From raw data to revenue insights — a full-stack analytics project built entirely from scratch
I built this project to answer one question every e-commerce business asks: "Where exactly are we losing customers — and what do we do about it?"
Starting with zero data, I generated a realistic 284,000-user dataset, modelled it in MySQL, wrote 20+ SQL queries, and built a 5-page Power BI dashboard around the findings. Everything from database design to the final recommendation is documented here.
An e-commerce company has thousands of daily visitors, a working checkout flow, and revenue coming in — but no visibility into where customers drop off, which marketing channels are actually worth the spend, or whether anyone comes back after their first purchase.
This project answers all three.
Only 38.4% of users who viewed a product added it to their cart — that's 125,701 people gone at a single stage, the largest absolute drop in the funnel. But the more actionable problem is what happens after: 76.8% of users who added to cart never purchased. These are the highest-intent users in the funnel — they already chose a product. A well-timed abandoned-cart email, a cleaner checkout, or showing the full cost upfront can recover a meaningful chunk of them.
$7,747 spent on email generated $629,905 in revenue — an 81.3x return. Paid search came in at 11.1x. Social paid at 6.6x. Display had $24K in spend with no attributed revenue. The gap between email and everything else is large enough that scaling abandoned-cart flows is probably the single highest-ROI action available.
42% of sessions happen on mobile, but mobile CVR is 4.39% versus 8.14% on desktop. That's not a traffic problem — it's a checkout friction problem. Adding Apple Pay and Google Pay would be the first thing I'd test.
The January cohort held 13–14% weekly retention from Week 1 through Week 8 — a stable loyal base. The February cohort dropped from 11% at Week 4 to 9% at Week 5 and kept falling. A re-engagement email sent at Week 4, before the decay starts, could prevent that churn.

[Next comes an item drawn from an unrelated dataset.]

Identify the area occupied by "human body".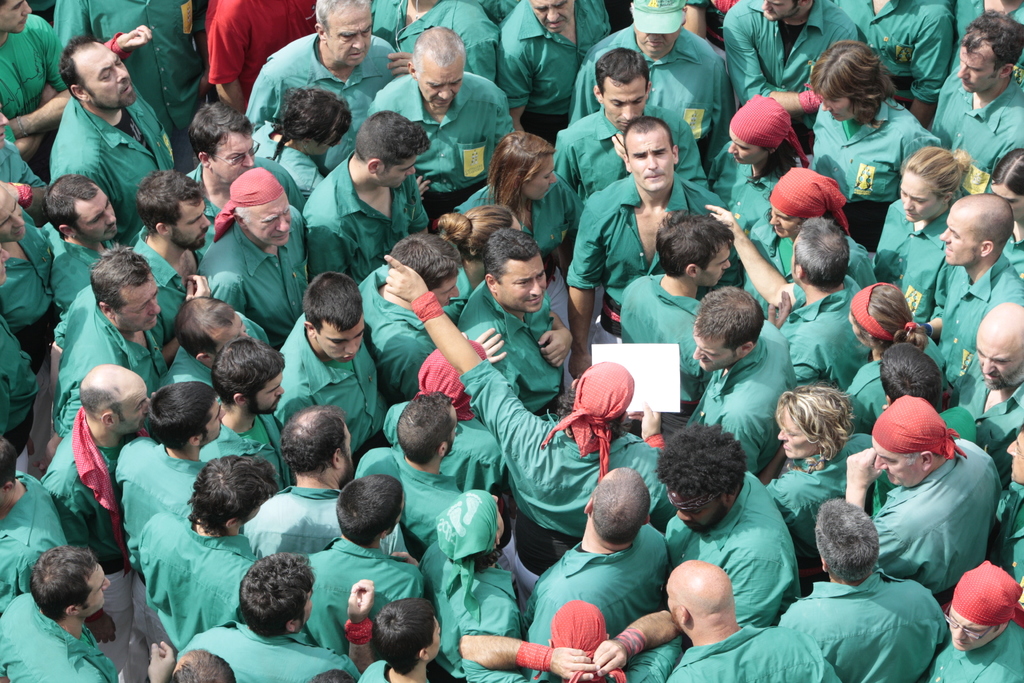
Area: crop(707, 204, 859, 388).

17,340 out of 18,198 customers placed exactly one order. One-time buyers average $171 in lifetime value. Customers with 3–5 orders average $503. The math on converting even a small fraction of one-time buyers to repeat buyers is compelling — and the lever is a post-purchase email sequence, not more ad spend.
The one-page overview for anyone who has two minutes. Revenue, orders, CVR, cart abandonment, weekly revenue trend, purchase funnel snapshot, channel revenue, and CVR by device — all in one view.
$3.26M revenue · 19,140 orders · 6.41% CVR · 76.8% cart abandonment
Stage-by-stage drop-off rates with both absolute user counts and percentage labels. CVR broken down by device type. A summary table showing stage CVR and overall CVR at every step.
Largest absolute drop: 125,701 users at Product View → Add to Cart · Cart abandonment: 76.8%
All acquisition channels ranked by ROAS, CPA, and CVR. Conditional formatting makes the winners and losers obvious without reading every number. The 4x break-even line on the ROAS chart turns a number into a decision.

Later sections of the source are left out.